Fundamental Fysiks Group

Further information: Fundamental Fysiks Group
External image
Members of the Fundamental Fysiks Group, featured in Francis Ford Coppola's City Magazine in 1975.
Left to right: Jack Sarfatti, Saul-Paul Sirag, Nick Herbert, and (seated) Fred Alan Wolf.

At Berkeley in May 1975, she and George Weissmann co-founded the Fundamental Fysiks Group, an informal group of physicists who met for Friday afternoon brainstorming sessions to explore the philosophical problems posed by quantum physics, particularly the relationship between physics and consciousness. She named and chaired this group. The group included Fritjof Capra, John Clauser, Nick Herbert, Jack Sarfatti, Henry Stapp, and Fred Alan Wolf. According to Kaiser, Rauscher and Weissman started the meetings in a fit of pique and frustration, saddened by the absence of a philosophical perspective in their physics classes.[2]

Parapsychology

Rauscher has an interest in psychic healing and faith healing.[8]

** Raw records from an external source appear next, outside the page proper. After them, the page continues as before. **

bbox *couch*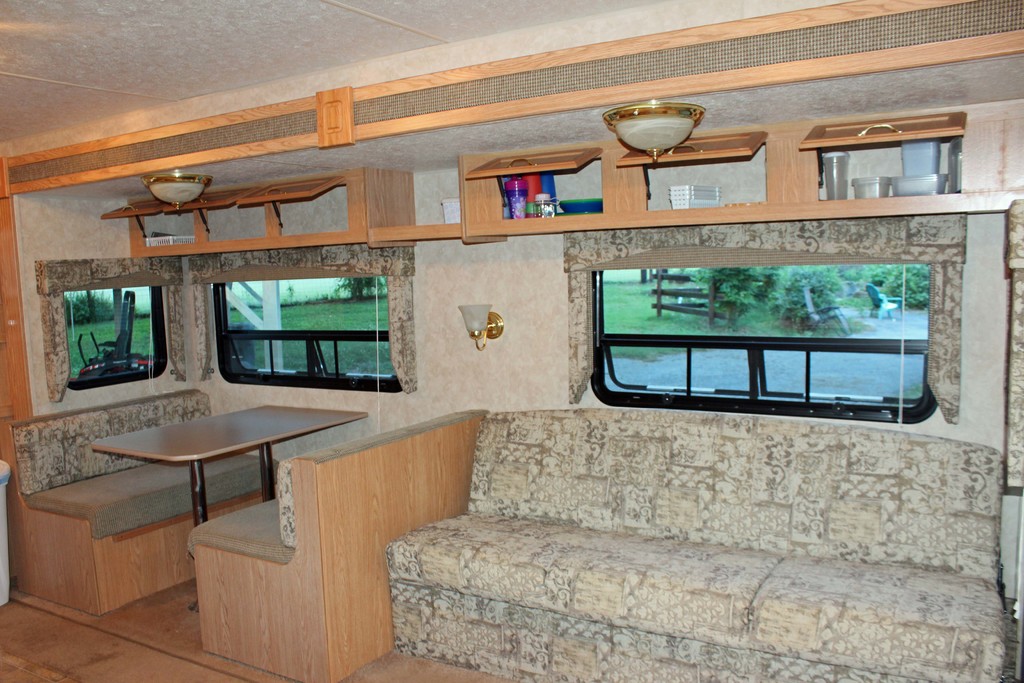
bbox=(387, 413, 1007, 682)
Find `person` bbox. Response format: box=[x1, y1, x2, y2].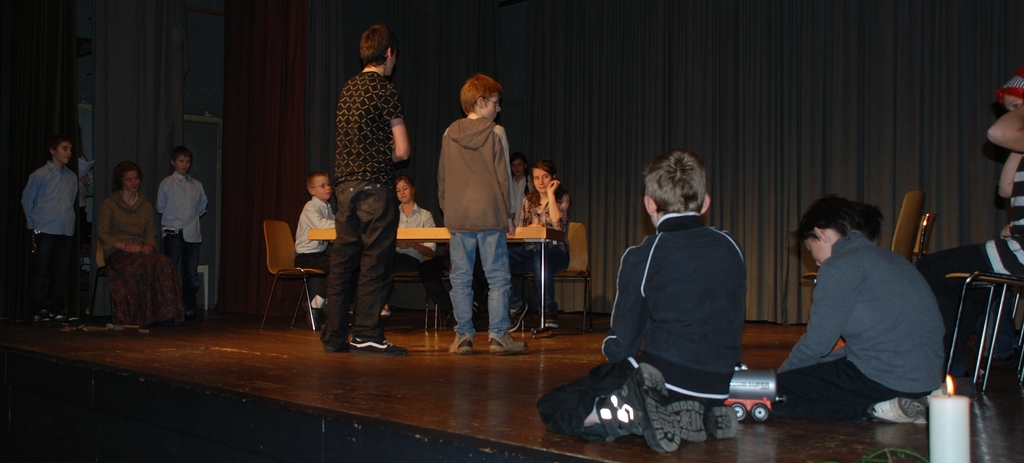
box=[159, 147, 200, 319].
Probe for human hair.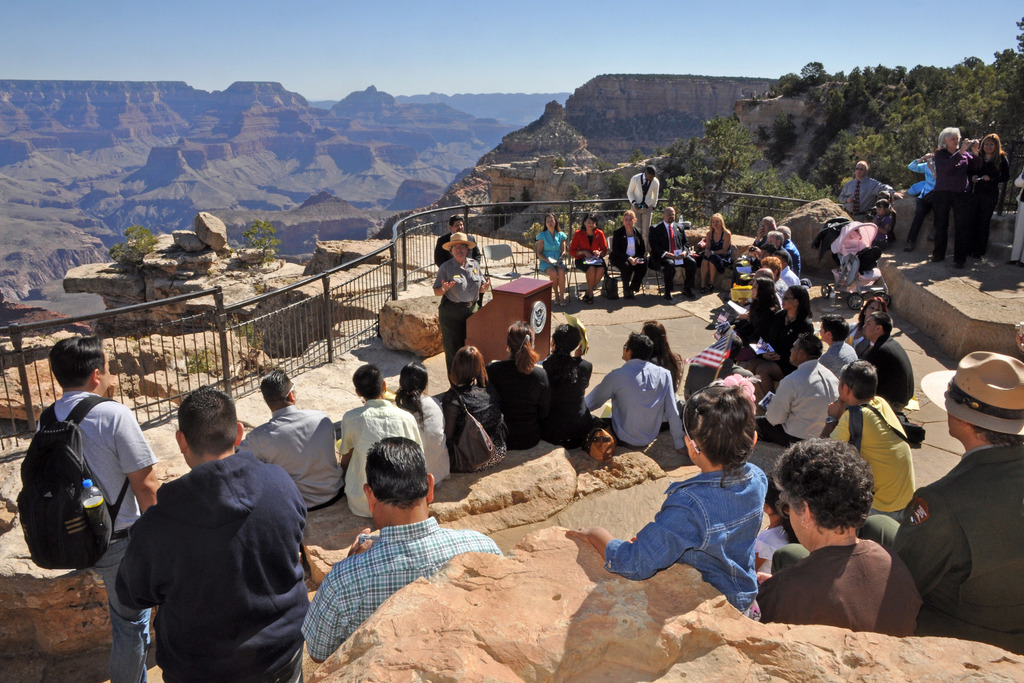
Probe result: {"x1": 581, "y1": 213, "x2": 594, "y2": 229}.
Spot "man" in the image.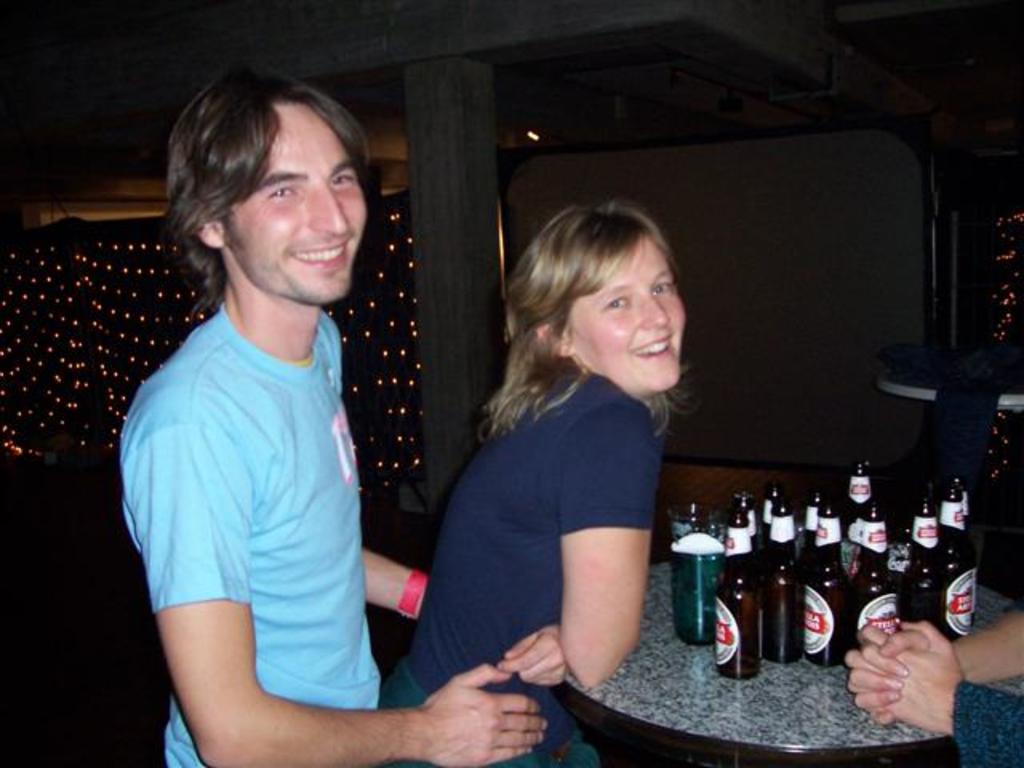
"man" found at (x1=106, y1=54, x2=475, y2=766).
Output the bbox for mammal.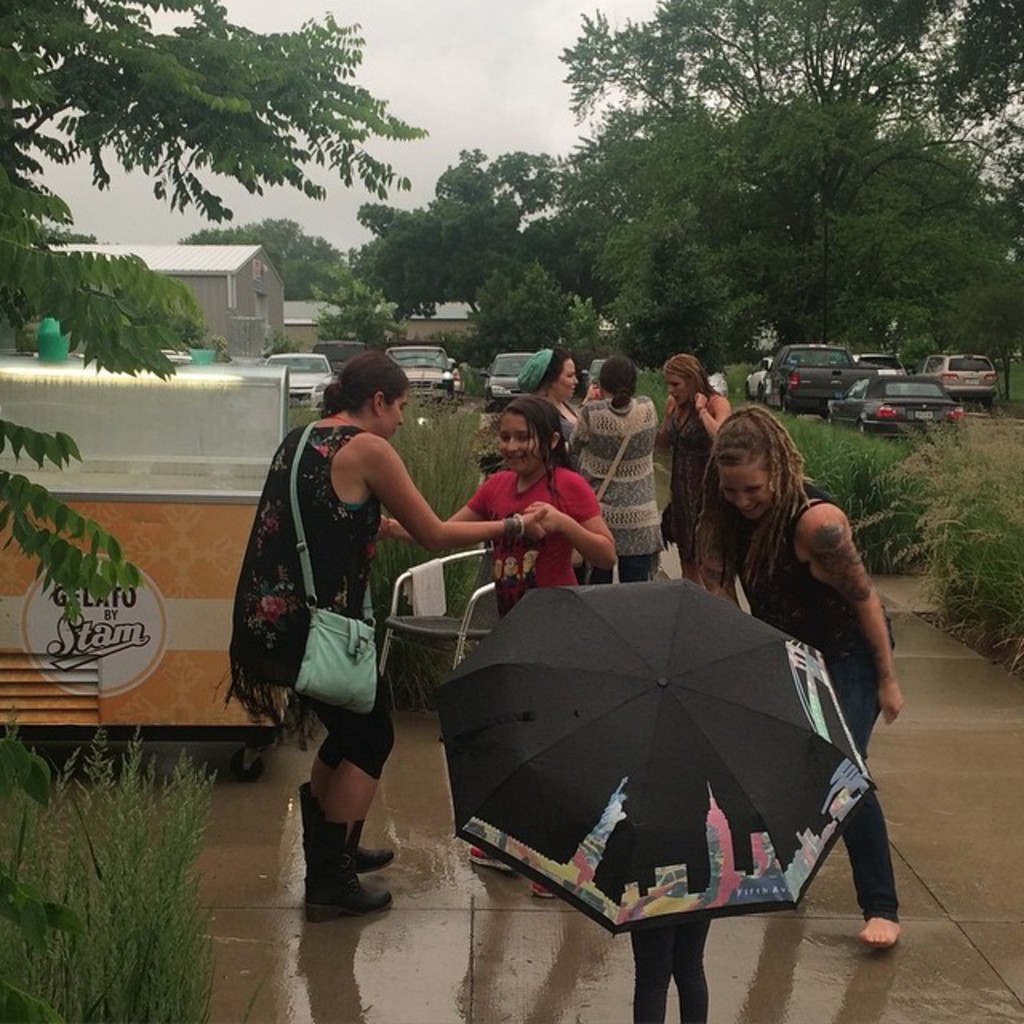
crop(632, 910, 715, 1022).
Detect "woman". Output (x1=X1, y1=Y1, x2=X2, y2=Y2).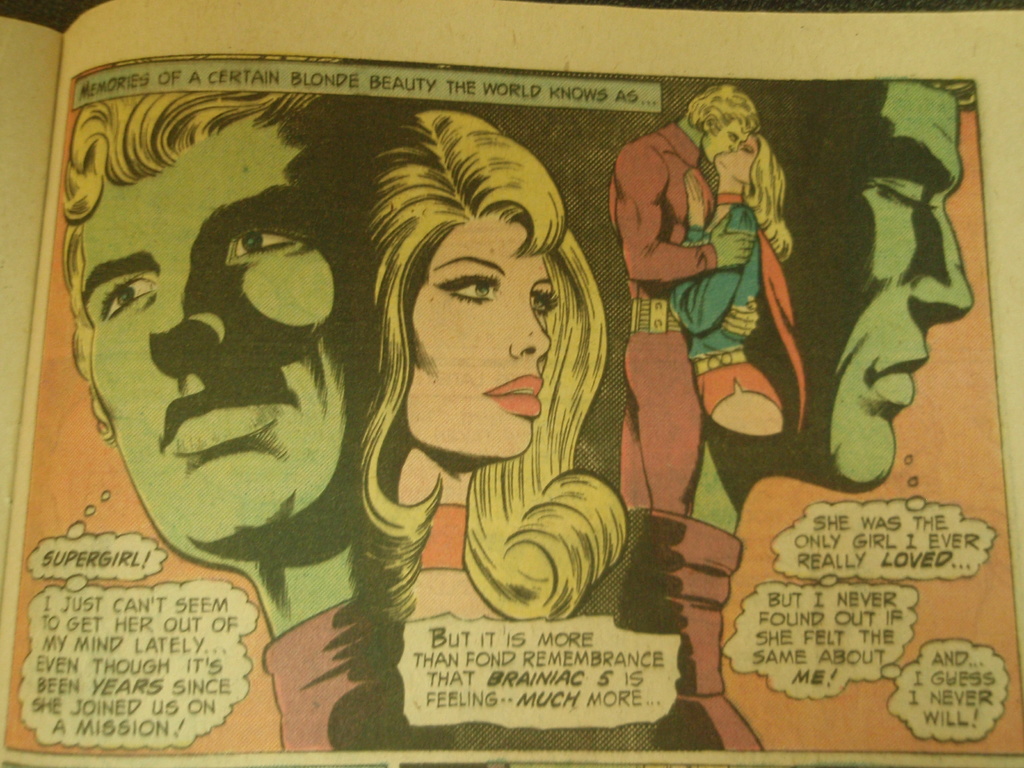
(x1=285, y1=98, x2=648, y2=752).
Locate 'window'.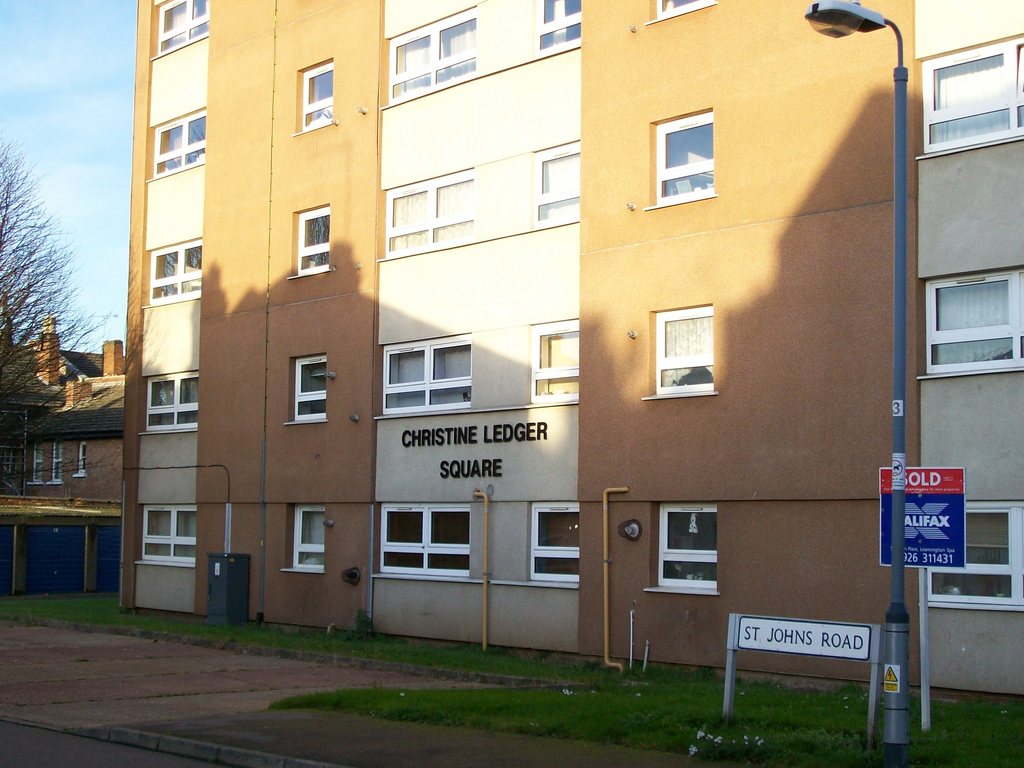
Bounding box: <bbox>303, 61, 334, 138</bbox>.
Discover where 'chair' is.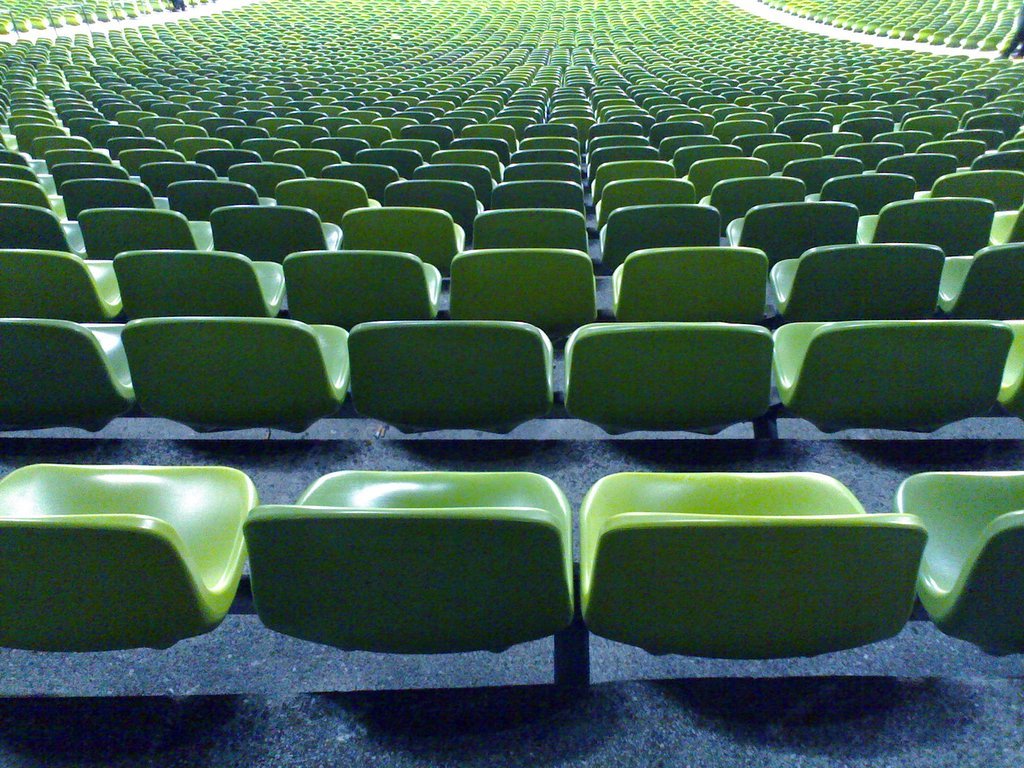
Discovered at [left=51, top=159, right=132, bottom=195].
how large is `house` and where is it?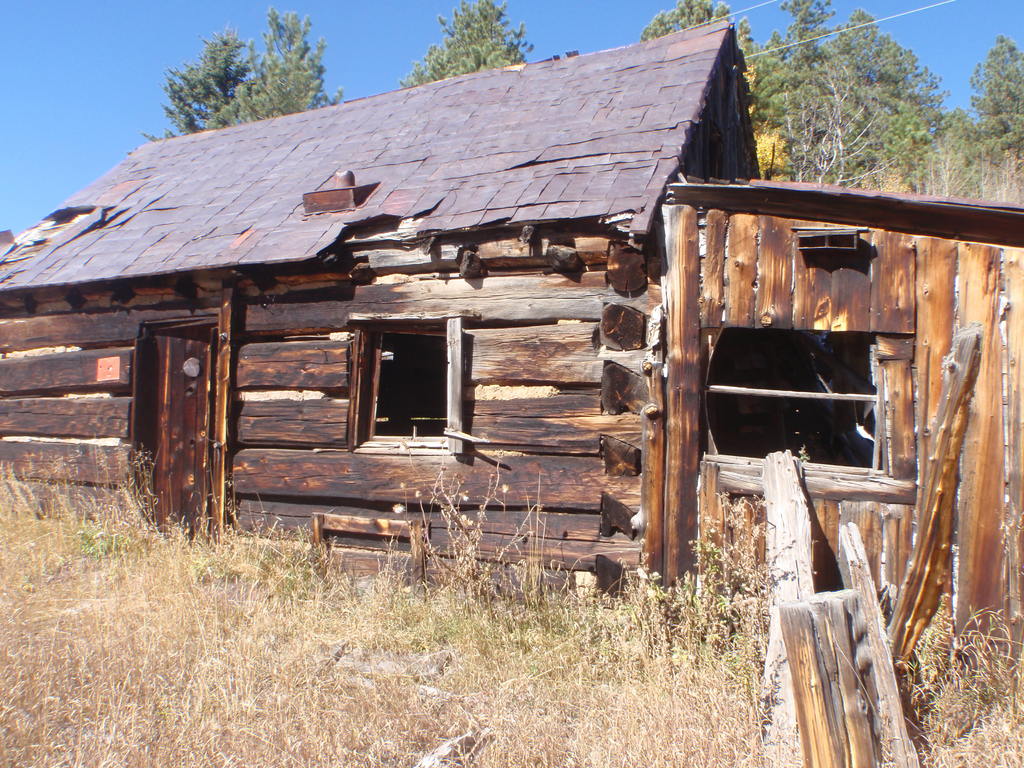
Bounding box: [x1=0, y1=19, x2=1023, y2=636].
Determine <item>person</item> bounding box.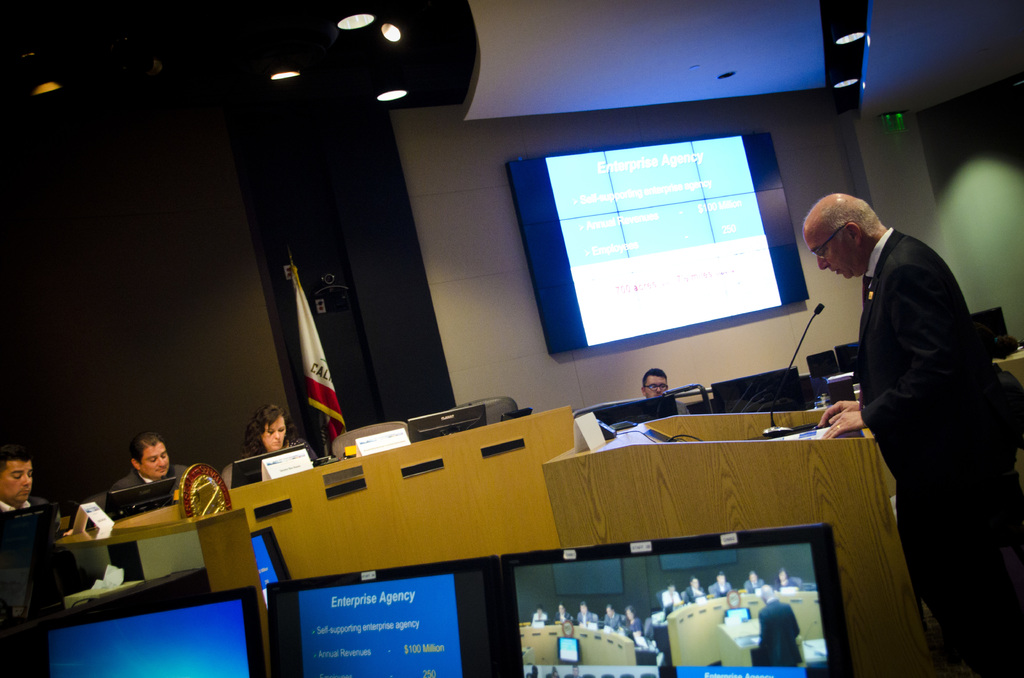
Determined: 704:577:734:593.
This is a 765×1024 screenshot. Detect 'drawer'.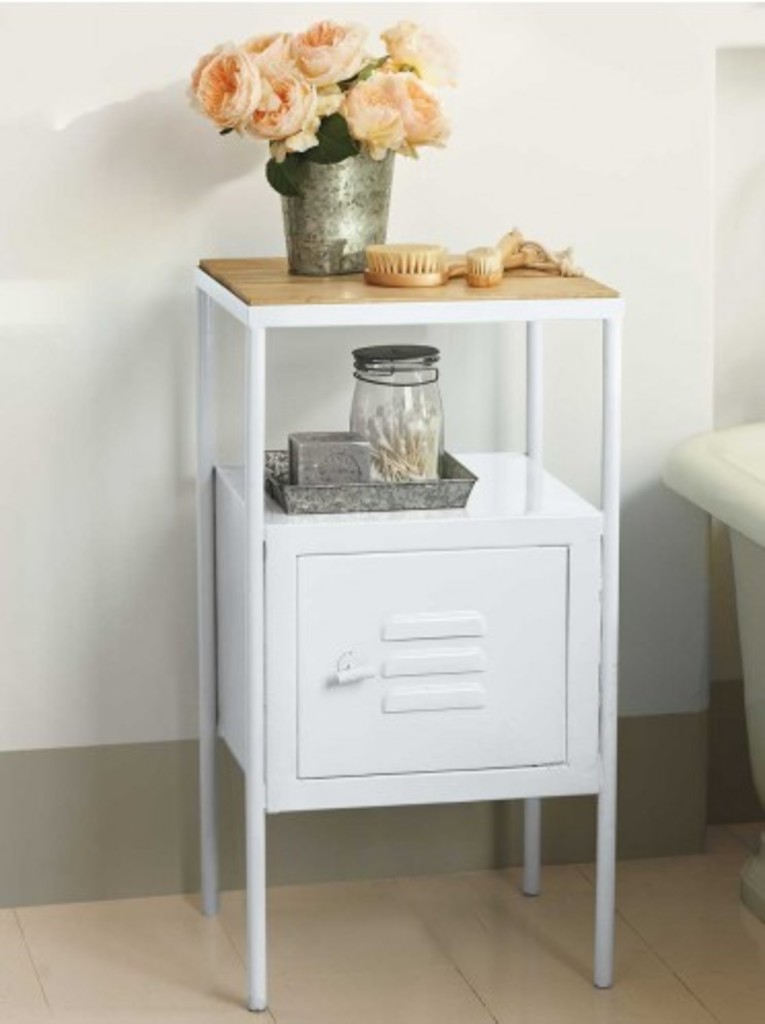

Kaiser describes how Rauscher's personal interests within the group lay with remote viewing, precognition, psychokinesis, remote healing, and ghosts.[9] Jeffrey John Kripal writes that Rauscher broadened the group to include non-physicists, and in the late 1970s and early 1980s the group's members met annually at the Esalen Institute to continue their exchange of ideas, exerting a major influence on alternative religious thought in the United States.[10]

Later research

Starting in the early 1980s with her husband—William van Bise, an engineer—she researched the effects of electromagnetic fields on biological systems to enhance health. She continues this work today. In the 1990s, Rauscher and van Bise, moved to an estate in Devotion, North Carolina, owned by Richard J. Reynolds III, grandson of R. J. Reynolds, the tobacco magnate. Until his death in 1994, Reynolds allowed them to live there to conduct research into the effects of electromagnetic fields on brain waves. A third scientist, physician Andrija Puharich, had been living and conducting research on the estate since 1980. After Reynolds' death, the scientists said he had invited them to remain there as long as they wanted, but they were unable to produce a written agreement.[11]

Selected works

Notes

  1. Pedler, Kit. Mind Over Matter. Taylor & Francis, 1981, p. 48.
  2. 1 2 Kaiser, David. How the Hippies Saved Physics: Science, Counterculture and the Quantum Revival. W. W. Norton & Company, 2011, p. xv–xvii.
  3. 1 2 Kaiser 2011, pp. 49–51.
  4. "About Us". BioHarmonic Resonance. Retrieved 2012-03-02.
  5. Rauscher, Elizabeth. "Coupled Channel Alpha Decay Theory for Even and Odd-Mass Light and Heavy Nuclei", Lawrence Berkeley National Laboratory, February 1978.
  6. "Elizabeth A. Rauscher, Ph.D. Biography" (PDF). theresonanceproject.org. The Resonance Project. Retrieved 2011-12-03.
  7. "Presenters: Elizabeth A. Rauscher, Ph.D.", Breakthru-Technologies.com, accessed August 20, 2011.
  8. Kaiser 2011, p. 262.
  9. Kripal, Jeffrey John. Esalen: America and the religion of no religion. University of Chicago Press, 2007, p. 309.
  10. "Scientists being asked to leave Reynolds estate", The Charlotte Observer, November 7, 1994.